Erich Hegenberger's alt keys
The legends don't fit, but these sculpted keycaps make the thumb cluster more accessible

The final “upgrade” thus far has been the addition of sculpted keycaps to my Moonlander. Since I only look at keycap legends if I’m trying to help someone on their QWERTY layout, the actual set didn’t really matter, but I found a “pudding” set that allows the colors to show through the sides, which is a bit better for my particular viewing angle.

Erich Hegenberger's keyboard
See-through keycaps make navigation easier

This made the home row much easier to find and stick to, while the rows above and below feel within more comfortable reach even though the physical distance is unchanged. As an added bonus, not only does putting sculpted keycaps on the thumb cluster again make the individual keys much more easily identifiable by touch and make the thumb combinations and slides feel that much more natural, they also form an open “channel” through which the red key can be reached without inadvertently pressing the other keys, so I could assign functions to them as well. With that, the only remote key left standing is Esc.
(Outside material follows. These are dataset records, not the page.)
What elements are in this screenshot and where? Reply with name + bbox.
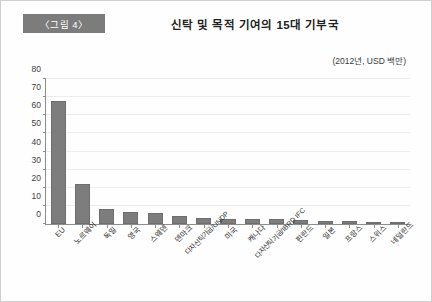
y-axis-tick-label: 20 <box>32 173 41 183</box>
unit-note: (2012년, USD 백만) <box>332 54 406 66</box>
x-axis-labels: EU노르웨이독일영국스웨덴덴마크다자신탁기금/UNDP미국캐나다다자신탁기금/I… <box>45 227 410 297</box>
bar[interactable] <box>123 212 138 224</box>
y-axis-tick-label: 50 <box>32 118 41 128</box>
x-axis-tick-label: EU <box>53 225 67 239</box>
x-label-slot: 스위스 <box>361 227 385 297</box>
x-axis-tick-label: 영국 <box>125 224 143 242</box>
bar[interactable] <box>75 184 90 224</box>
bar-slot <box>289 79 313 224</box>
bar[interactable] <box>51 101 66 224</box>
x-label-slot: 노르웨이 <box>69 227 93 297</box>
y-axis-tick-label: 30 <box>32 155 41 165</box>
bar-slot <box>95 79 119 224</box>
x-axis-tick-label: 일본 <box>320 224 338 242</box>
x-label-slot: 일본 <box>313 227 337 297</box>
y-axis-tick-label: 60 <box>32 100 41 110</box>
figure-header: 〈그림 4〉 신탁 및 목적 기여의 15대 기부국 <box>1 11 432 37</box>
bar[interactable] <box>99 209 114 224</box>
y-axis-tick-label: 80 <box>32 64 41 74</box>
x-label-slot: 영국 <box>118 227 142 297</box>
figure-container: 〈그림 4〉 신탁 및 목적 기여의 15대 기부국 (2012년, USD 백… <box>0 0 432 302</box>
bar-slot <box>313 79 337 224</box>
bar-slot <box>70 79 94 224</box>
x-label-slot: 독일 <box>94 227 118 297</box>
x-axis-tick-label: 미국 <box>223 224 241 242</box>
x-label-slot: 미국 <box>215 227 239 297</box>
x-label-slot: 덴마크 <box>167 227 191 297</box>
bar-slot <box>192 79 216 224</box>
y-axis-tick-label: 40 <box>32 137 41 147</box>
x-axis-tick-label: 독일 <box>101 224 119 242</box>
bar-slot <box>46 79 70 224</box>
x-label-slot: 스웨덴 <box>142 227 166 297</box>
bar-slot <box>386 79 410 224</box>
figure-number-badge: 〈그림 4〉 <box>23 14 105 33</box>
bar-slot <box>337 79 361 224</box>
x-label-slot: EU <box>45 227 69 297</box>
y-axis-tick-label: 10 <box>32 191 41 201</box>
bar-slot <box>119 79 143 224</box>
x-label-slot: 다자신탁기금/IBRD IFC <box>264 227 288 297</box>
bar-slot <box>264 79 288 224</box>
x-label-slot: 네덜란드 <box>386 227 410 297</box>
x-label-slot: 핀란드 <box>288 227 312 297</box>
y-axis-tick-label: 70 <box>32 82 41 92</box>
bar-slot <box>167 79 191 224</box>
plot-area: 01020304050607080 <box>45 79 410 225</box>
y-axis-tick-label: 0 <box>36 209 41 219</box>
x-label-slot: 프랑스 <box>337 227 361 297</box>
bar-slot <box>361 79 385 224</box>
bar-slot <box>240 79 264 224</box>
x-label-slot: 다자신탁기금/UNDP <box>191 227 215 297</box>
bar-slot <box>143 79 167 224</box>
bar-series <box>46 79 410 224</box>
x-label-slot: 캐나다 <box>240 227 264 297</box>
bar-slot <box>216 79 240 224</box>
page-title: 신탁 및 목적 기여의 15대 기부국 <box>105 11 405 36</box>
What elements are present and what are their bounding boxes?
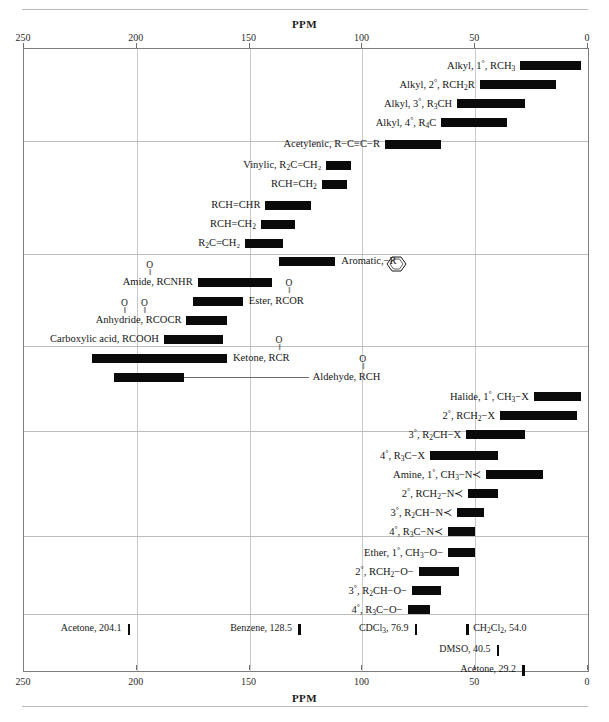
- bar-ketone: [92, 354, 227, 363]
- ppm-title-bottom: PPM: [0, 692, 609, 704]
- section-divider-2: [24, 254, 588, 255]
- section-divider-3: [24, 346, 588, 347]
- row-label-7: RCH=CHR: [211, 199, 260, 210]
- row-label-6: RCH=CH2: [271, 178, 317, 191]
- right-row-label-3: 4°, R3C−X: [380, 449, 425, 463]
- bar-right-row-3: [430, 451, 498, 460]
- bar-row-7: [265, 201, 310, 210]
- axis-tick-label-250: 250: [16, 676, 31, 687]
- bar-right-row-0: [534, 392, 581, 401]
- bar-right-row-7: [448, 527, 475, 536]
- bar-right-row-6: [457, 508, 484, 517]
- gridline-50: [475, 49, 476, 671]
- bar-right-row-10: [412, 586, 441, 595]
- bar-row-4: [385, 140, 441, 149]
- bar-aldehyde: [114, 373, 184, 382]
- right-row-label-9: 2°, RCH2−O−: [355, 565, 413, 579]
- aldehyde-leader-line: [184, 377, 309, 378]
- solvent-marker-2: [415, 624, 418, 635]
- solvent-label-4: DMSO, 40.5: [439, 643, 490, 654]
- right-row-label-5: 2°, RCH2−N≺: [402, 487, 464, 501]
- carbonyl-group-icon: O‖: [359, 356, 366, 370]
- right-row-label-4: Amine, 1°, CH3−N≺: [393, 468, 481, 482]
- bar-row-1: [480, 80, 557, 89]
- bar-row-10: [198, 278, 272, 287]
- carbonyl-group-icon: O‖: [141, 300, 148, 314]
- row-label-aldehyde: Aldehyde, RCH: [313, 371, 381, 382]
- solvent-marker-5: [522, 665, 525, 676]
- axis-tick-label-150: 150: [241, 676, 256, 687]
- solvent-marker-0: [128, 624, 131, 635]
- right-row-label-11: 4°, R3C−O−: [352, 603, 403, 617]
- bar-right-row-9: [419, 567, 460, 576]
- bottom-rule: [22, 706, 588, 707]
- row-label-0: Alkyl, 1°, RCH3: [447, 59, 515, 73]
- bar-right-row-5: [468, 489, 497, 498]
- solvent-marker-3: [466, 624, 469, 635]
- right-row-label-10: 3°, R2CH−O−: [349, 584, 407, 598]
- bar-right-row-4: [486, 470, 542, 479]
- plot-area: Alkyl, 1°, RCH3Alkyl, 2°, RCH2RAlkyl, 3°…: [23, 48, 589, 672]
- top-rule: [22, 9, 588, 10]
- solvent-label-2: CDCl3, 76.9: [359, 622, 409, 635]
- bar-right-row-1: [500, 411, 577, 420]
- carbonyl-group-icon: O‖: [276, 337, 283, 351]
- axis-tick-label-250: 250: [16, 32, 31, 43]
- section-divider-5: [24, 536, 588, 537]
- bar-ester: [193, 297, 243, 306]
- bar-row-0: [520, 61, 581, 70]
- bar-aromatic: [279, 257, 335, 266]
- row-label-12: Carboxylic acid, RCOOH: [50, 333, 159, 344]
- right-row-label-1: 2°, RCH2−X: [442, 409, 495, 423]
- right-row-label-6: 3°, R2CH−N≺: [391, 506, 453, 520]
- axis-tick-label-50: 50: [469, 676, 479, 687]
- row-label-2: Alkyl, 3°, R3CH: [384, 97, 452, 111]
- row-label-ketone: Ketone, RCR: [233, 352, 290, 363]
- row-label-4: Acetylenic, R−C≡C−R: [283, 138, 380, 149]
- carbonyl-group-icon: O‖: [121, 300, 128, 314]
- row-label-9: R2C=CH₂: [198, 237, 240, 250]
- axis-tick-label-100: 100: [354, 676, 369, 687]
- right-row-label-2: 3°, R2CH−X: [409, 428, 462, 442]
- axis-tick-label-0: 0: [585, 32, 590, 43]
- solvent-label-1: Benzene, 128.5: [230, 622, 292, 633]
- row-label-11: Anhydride, RCOCR: [96, 314, 182, 325]
- bar-row-3: [441, 118, 506, 127]
- row-label-ester: Ester, RCOR: [249, 295, 304, 306]
- right-row-label-8: Ether, 1°, CH3−O−: [364, 546, 443, 560]
- right-row-label-0: Halide, 1°, CH3−X: [450, 390, 529, 404]
- carbonyl-group-icon: O‖: [285, 280, 292, 294]
- section-divider-6: [24, 614, 588, 615]
- axis-tick-label-200: 200: [128, 676, 143, 687]
- axis-tick-label-0: 0: [585, 676, 590, 687]
- row-label-3: Alkyl, 4°, R4C: [376, 116, 437, 130]
- bar-row-2: [457, 99, 525, 108]
- solvent-marker-1: [298, 624, 301, 635]
- solvent-marker-4: [497, 645, 500, 656]
- nmr-chemical-shift-chart: PPM PPM 250200150100500 250200150100500 …: [0, 0, 609, 722]
- bar-row-8: [261, 220, 295, 229]
- bar-row-6: [322, 180, 347, 189]
- bar-right-row-8: [448, 548, 475, 557]
- bar-row-5: [326, 161, 351, 170]
- row-label-8: RCH=CH2: [210, 218, 256, 231]
- benzene-ring-icon: [384, 255, 414, 273]
- row-label-1: Alkyl, 2°, RCH2R: [399, 78, 474, 92]
- bar-row-9: [245, 239, 283, 248]
- ppm-title-top: PPM: [0, 18, 609, 30]
- bar-right-row-2: [466, 430, 525, 439]
- axis-tick-label-150: 150: [241, 32, 256, 43]
- bar-right-row-11: [408, 605, 431, 614]
- bar-row-12: [164, 335, 223, 344]
- row-label-5: Vinylic, R2C=CH₂: [243, 159, 321, 172]
- axis-tick-label-200: 200: [128, 32, 143, 43]
- solvent-label-3: CH2Cl2, 54.0: [473, 622, 526, 635]
- solvent-label-5: Acetone, 29.2: [460, 663, 516, 674]
- row-label-10: Amide, RCNHR: [123, 276, 193, 287]
- bar-row-11: [186, 316, 227, 325]
- solvent-label-0: Acetone, 204.1: [61, 622, 122, 633]
- axis-tick-label-50: 50: [469, 32, 479, 43]
- row-label-aromatic: Aromatic,−R: [341, 255, 396, 266]
- axis-tick-label-100: 100: [354, 32, 369, 43]
- right-row-label-7: 4°, R3C−N≺: [389, 525, 443, 539]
Erich Hegenberger's keyboard
Sculpted keys help the user feel their way

Also, there’s no Return/Enter key on my layer 0. Instead, I placed it in the middle of my numpad navigation keys on layer 1. Because I’m often navigating pop-up menus several times per sentence, I’m already on that layer, so I have the additional time savings of being able to instantly confirm menu selections by jabbing the center “numpad” button without having to reach for a distant Enter key with a weak finger. OK, if you put the Enter key on the same row as you’d expect to find it, it’s actually a whole key closer inboard than it would be on the standard ANSI layout, but I’m happy with this setup for now.

These changes have resulted in what appears at first glance to be a fairly sparse layout. The inner and outer columns and the bottom row on both left and right units are all but unused and unlit on layer 0. I may eventually do away with the top row as well, resulting in something closer to the Planck, albeit split. I should point out that since I’m using the Dvorak layout in Windows, the keys you see on my layout don’t correspond exactly with what comes out when I press them. However, I imagine you could take over this layout with few if any changes with QWERTY or your favorite ergonomic layout set in your OS.

What would be your dream setup?

I started looking for a decent wearable display decades ago. Surprise, still looking! Actually, TCL may finally be coming close to what I had in mind. But what I really want is a tactile interface, and by that I don’t mean a screen I can cover with my fingerprints. I want to be able to physically interact with the actual words in my document, complete with haptic feedback. Because I spend all day writing and editing documents, the process of selecting, cutting, copying and pasting text is an exercise in tedium that continually holds me back in my productive work, like having to unscrew four rusty bolts, including that last one that always sticks, every time all I want to do is reach out and pick up my coffee cup. Ctrl+arrows, Ctrl+Shift+more arrows, Ctrl+X, Ctrl+V… why can’t I just reach out and grab the word or group of words I want with my hand and put them where they belong without even thinking about it, then get back to what I was actually doing? Like Tom Cruise in The Minority Report, only without that I-can’t-believe-I’m-in-another-action-movie look of perpetual bewilderment on my face. Once again, industry and marketing are lagging far behind or even actively holding back technology that should have been readily available years ago. Oh, yes, that and routine space travel, which if anything is even longer overdue.